Trinidad, wealthy from its huge natural resources of oil,
natural gas and minerals has not spent much energy wooing the
tourist. "We didn't need to develop visitor attractions on
Trinidad because when Trinidadians take a holiday they go to
Tobago," says Gerald Nicholas who runs Sensational Tours (Tel:
868-623-3511 ext 535, Email: sensationaltours@hotmail.com).
Still,
Trinidad (www.visittnt.com)
boasts the world-famous bird sanctuary at the Asa Wright Nature
Centre, an hour or so to the east of Port of Spain and, in the
capital itself, some of the most interesting architecture in the
Caribbean , the so-called Magnificent Seven mansions around the
Queen's Park Savannah. Some of those buildings need maintenance
but they remain a striking example of what is now, understandably,
an un popular subject:
Colonial times. All are a five-minute walk from the Kapok
hotel.
Tobago, lying north east of Trinidad, shows much less of the
hand of man.
Tobago
is for the tourist who has seen everything in the Caribbean and
longs for an island with less glitz, where the people are friendly
because that's the way they are not because they've learned to
court the tourist dollar.
Tobago is for the visitor who longs for simpler times and the
uncomplicated fun of yesterday.
Tobago is also where locals protected their animal kingdom long
before ecology was a politician's buzz word. It has the oldest
forest reserve in the Western Hemisphere (established in 1765).
It's a spot where bamboo, introduced 400 years ago from China,
grows four to six inches in a day, and where rainforests wave
their canopies over more than 400 species of birds.
And it's a place where villages stage their annual festivals
not for tourist interest but for their own pleasure. One pleasure
they willingly share is the steelpan band which began in their
islands. (Guests at the Trinidad Turf Club first heard this sound
, in 1950 when The Bells of St. Mary's then Chopin's Etude in E
Flat rolled out to captivate an unsuspecting audience.)
Each
village in Tobago has its personality. Charlotteville, for
example, is a fishing village with its own folk lore; Speyside is
more busy with interesting off-shore excursions, tasty local
restaurants like Jemma's and unpretentious resorts like the Blue
Waters Inn; Crown Point, close to the airport, is more
sophisticated and has the highest concentration of hotels on
Tobago. And when you visit its romantic Coco Reef Resort, you know
it's true: "Build it and they will come."
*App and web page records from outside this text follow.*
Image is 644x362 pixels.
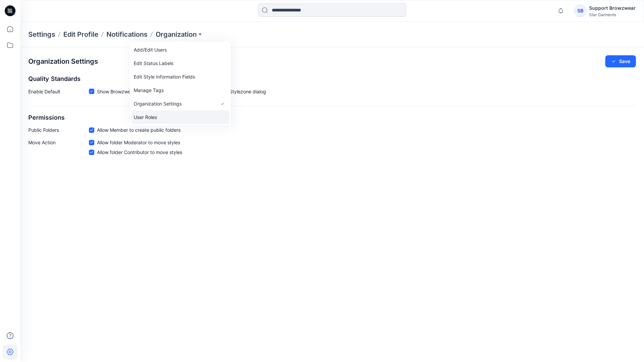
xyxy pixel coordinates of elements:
[29,127,89,134] p: Public Folders
[97,149,182,156] span: Allow folder Contributor to move styles
[131,84,229,97] a: Manage Tags
[29,58,98,65] h2: Organization Settings
[131,56,229,70] a: Edit Status Labels
[131,111,229,124] a: User Roles
[97,139,180,146] span: Allow folder Moderator to move styles
[29,114,636,121] h2: Permissions
[131,70,229,84] a: Edit Style Information Fields
[574,4,587,17] div: SB
[97,127,181,134] span: Allow Member to create public folders
[606,55,636,68] button: Save
[29,76,636,83] h2: Quality Standards
[106,29,147,39] a: Notifications
[29,29,55,39] p: Settings
[29,139,89,159] p: Move Action
[590,12,636,17] div: Star Garments
[97,88,266,95] span: Show Browzwear’s default quality standards in the Share to Stylezone dialog
[131,43,229,56] a: Add/Edit Users
[131,97,229,111] a: Organization Settings
[63,29,98,39] a: Edit Profile
[29,88,89,98] p: Enable Default
[590,4,636,12] div: Support Browzwear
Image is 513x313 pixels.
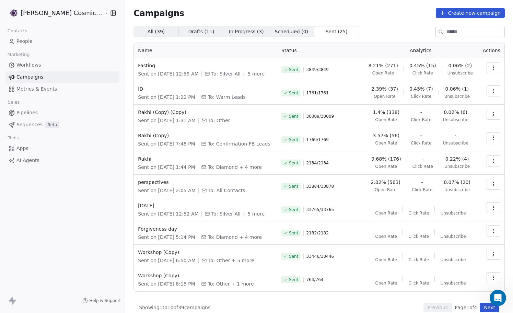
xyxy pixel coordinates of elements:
[208,117,230,124] span: To: Other
[421,109,422,116] span: -
[138,210,198,217] span: Sent on [DATE] 12:52 AM
[138,281,195,287] span: Sent on [DATE] 8:15 PM
[409,210,429,216] span: Click Rate
[11,98,89,110] b: Preference Center
[89,298,121,304] span: Help & Support
[409,234,429,239] span: Click Rate
[33,225,38,230] button: Upload attachment
[16,38,33,45] span: People
[138,202,273,209] span: [DATE]
[208,187,245,194] span: To: All Contacts
[5,119,119,130] a: SequencesBeta
[455,132,457,139] span: -
[307,137,329,142] span: 1769 / 1769
[422,156,424,162] span: -
[138,272,273,279] span: Workshop (Copy)
[11,47,107,88] div: 2) Use personalized and (like tailored product recommendations) in your emails. Relevance is the ...
[289,184,298,189] span: Sent
[289,160,298,166] span: Sent
[212,210,265,217] span: To: Silver All + 5 more
[410,85,433,92] span: 0.45% (7)
[5,83,119,95] a: Metrics & Events
[44,225,49,230] button: Start recording
[82,298,121,304] a: Help & Support
[5,71,119,83] a: Campaigns
[307,230,329,236] span: 2182 / 2182
[8,7,99,19] button: [PERSON_NAME] Cosmic Academy LLP
[33,9,68,15] p: Active 30m ago
[134,8,184,18] span: Campaigns
[374,94,396,99] span: Open Rate
[289,114,298,119] span: Sent
[4,49,33,60] span: Marketing
[16,61,41,69] span: Workflows
[138,164,195,171] span: Sent on [DATE] 1:44 PM
[445,94,470,99] span: Unsubscribe
[121,3,133,15] div: Close
[138,62,273,69] span: Fasting
[5,97,23,107] span: Sales
[208,257,254,264] span: To: Other + 5 more
[376,164,398,169] span: Open Rate
[11,225,16,230] button: Emoji picker
[448,70,473,76] span: Unsubscribe
[16,85,57,93] span: Metrics & Events
[376,257,398,263] span: Open Rate
[444,179,471,186] span: 0.07% (20)
[368,62,398,69] span: 8.21% (271)
[275,28,309,35] span: Scheduled ( 0 )
[373,70,395,76] span: Open Rate
[22,225,27,230] button: Gif picker
[138,94,195,101] span: Sent on [DATE] 1:22 PM
[289,277,298,283] span: Sent
[17,17,41,22] b: behavior
[307,67,329,72] span: 3849 / 3849
[10,9,18,17] img: Logo_Properly_Aligned.png
[443,140,468,146] span: Unsubscribe
[411,140,432,146] span: Click Rate
[446,156,469,162] span: 0.22% (4)
[138,226,273,232] span: Forgiveness day
[373,109,400,116] span: 1.4% (338)
[138,85,273,92] span: ID
[11,91,107,138] div: 3) Give users control by offering a where they can choose how often they want to hear from you or...
[138,234,195,241] span: Sent on [DATE] 5:14 PM
[138,187,196,194] span: Sent on [DATE] 2:05 AM
[16,145,28,152] span: Apps
[441,281,466,286] span: Unsubscribe
[413,164,433,169] span: Click Rate
[229,28,264,35] span: In Progress ( 3 )
[148,28,165,35] span: All ( 39 )
[5,143,119,154] a: Apps
[372,85,398,92] span: 2.39% (37)
[6,210,132,222] textarea: Message…
[436,8,505,18] button: Create new campaign
[441,257,466,263] span: Unsubscribe
[5,59,119,71] a: Workflows
[445,164,470,169] span: Unsubscribe
[445,187,470,193] span: Unsubscribe
[289,137,298,142] span: Sent
[20,4,31,15] img: Profile image for Mrinal
[444,109,468,116] span: 0.02% (6)
[409,281,429,286] span: Click Rate
[412,187,433,193] span: Click Rate
[16,157,39,164] span: AI Agents
[5,133,22,143] span: Tools
[208,234,262,241] span: To: Diamond + 4 more
[307,277,324,283] span: 764 / 764
[208,94,246,101] span: To: Warm Leads
[373,132,400,139] span: 3.57% (56)
[289,67,298,72] span: Sent
[307,90,329,96] span: 1761 / 1761
[307,207,334,213] span: 33765 / 33765
[189,28,215,35] span: Drafts ( 11 )
[441,234,466,239] span: Unsubscribe
[480,303,500,312] button: Next
[5,36,119,47] a: People
[422,179,423,186] span: -
[289,207,298,213] span: Sent
[448,62,472,69] span: 0.06% (2)
[33,3,50,9] h1: Mrinal
[138,70,198,77] span: Sent on [DATE] 12:59 AM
The Caribbean's Who's Who:
David Swanson, author of Fielding's Caribbean, feels Trinidad
would win any "Caribbean's Best Cultural Experience" award. "And
it excels in bird watching," he says waving at the motmot bird
flying overhead. Invited to give his Caribbean's Bests for
Physician's Money Digest readers, he answers:
"Best food St. Barts. Best night life Puerto Rico; diving,
Bonaire; beaches Anguilla; shopping St Martin." Asked the Best
Undiscovered, he replies, "I'd say, Bequia although sometimes
that's like saying, who has the worst PR?"
Tobago
has come late on the scene, says Swanson, and may be able to avoid
the problems other islands have created, such as the heavy traffic
in Martinique and the overdevelopment in St. Thomas. Furthermore,
an island shaped for U.S. tourists is not necessarily what
visitors want.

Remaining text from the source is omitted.